This should happen to you about 1 in every 620 games that have 3 players, 14 tiles that an Abbot can be played on, 1 start tile, and 57 other tiles.
Given that there are 72 tiles, in a 3-player game, you'd draw either 23 or 24 tiles, depending on turn order. Although the 72 tiles divide evenly, one of them is the start tile and is removed. I'll assume that in 1/3 of games you go last, and only get 23 tiles.
Without changing the statistics, we can pretend you draw all your tiles first, without any other players taking their turns. You can think of their turns as simply showing you what was never in the tiles you were going to get without affecting it, besides that you're stopping your draws early and not drawing the whole stack.

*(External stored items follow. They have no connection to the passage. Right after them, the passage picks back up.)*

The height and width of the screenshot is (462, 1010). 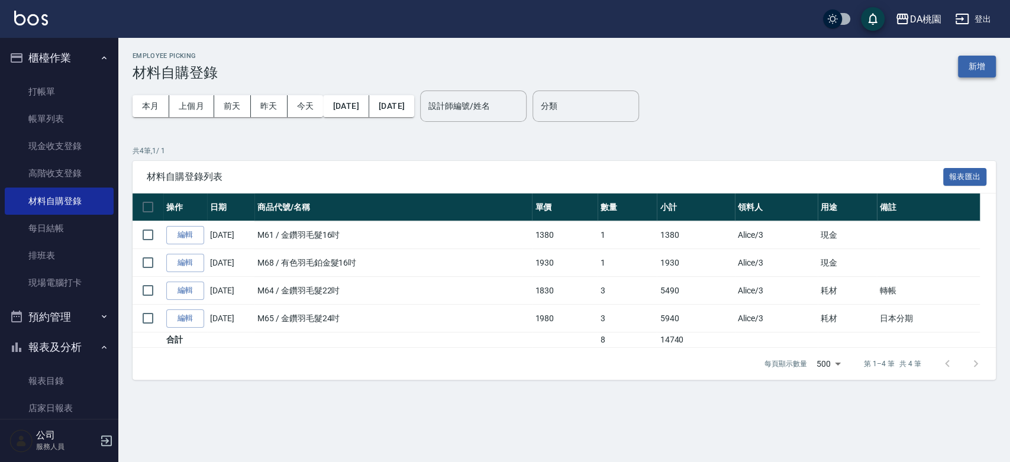 I want to click on td: 轉帳, so click(x=928, y=290).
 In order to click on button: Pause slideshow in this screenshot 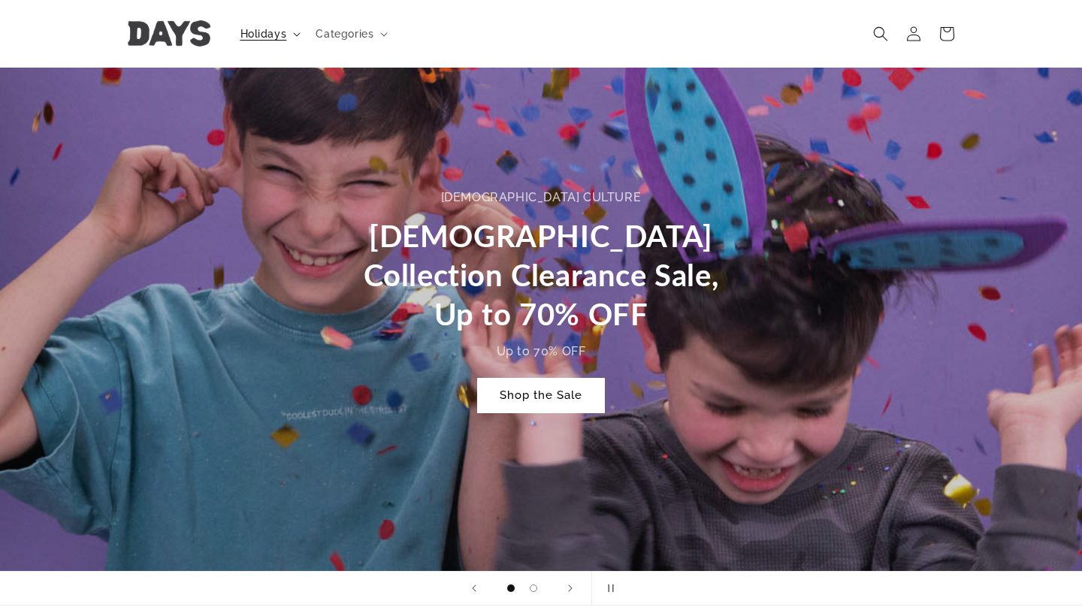, I will do `click(608, 588)`.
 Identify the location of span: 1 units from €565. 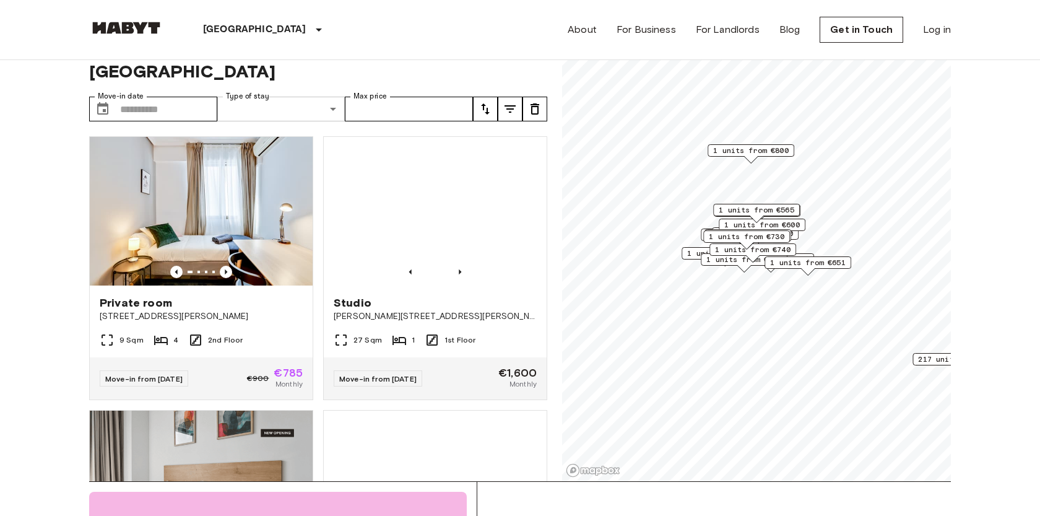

Drawing 23 tiles out of 71 without replacement, 57 of which are not Abbot-eligible, your chance of only drawing from those 57 is 57/71 * 56/70 * ... * 35/49. This comes out to about 0.200% (or about one in 499) of games where you go last.
Drawing a 24th tile multiplies this by 34/48, for about 0.142% (or about one in 705) in games where you don't go last.
Weighting the probabilities together based on your chance of actually going last it's 0.161% (or about one in 620).
Obviously changing the number of players, introducing river tiles, or caring about whether anyone at the table can't play an Abbot rather than just you would change the chances.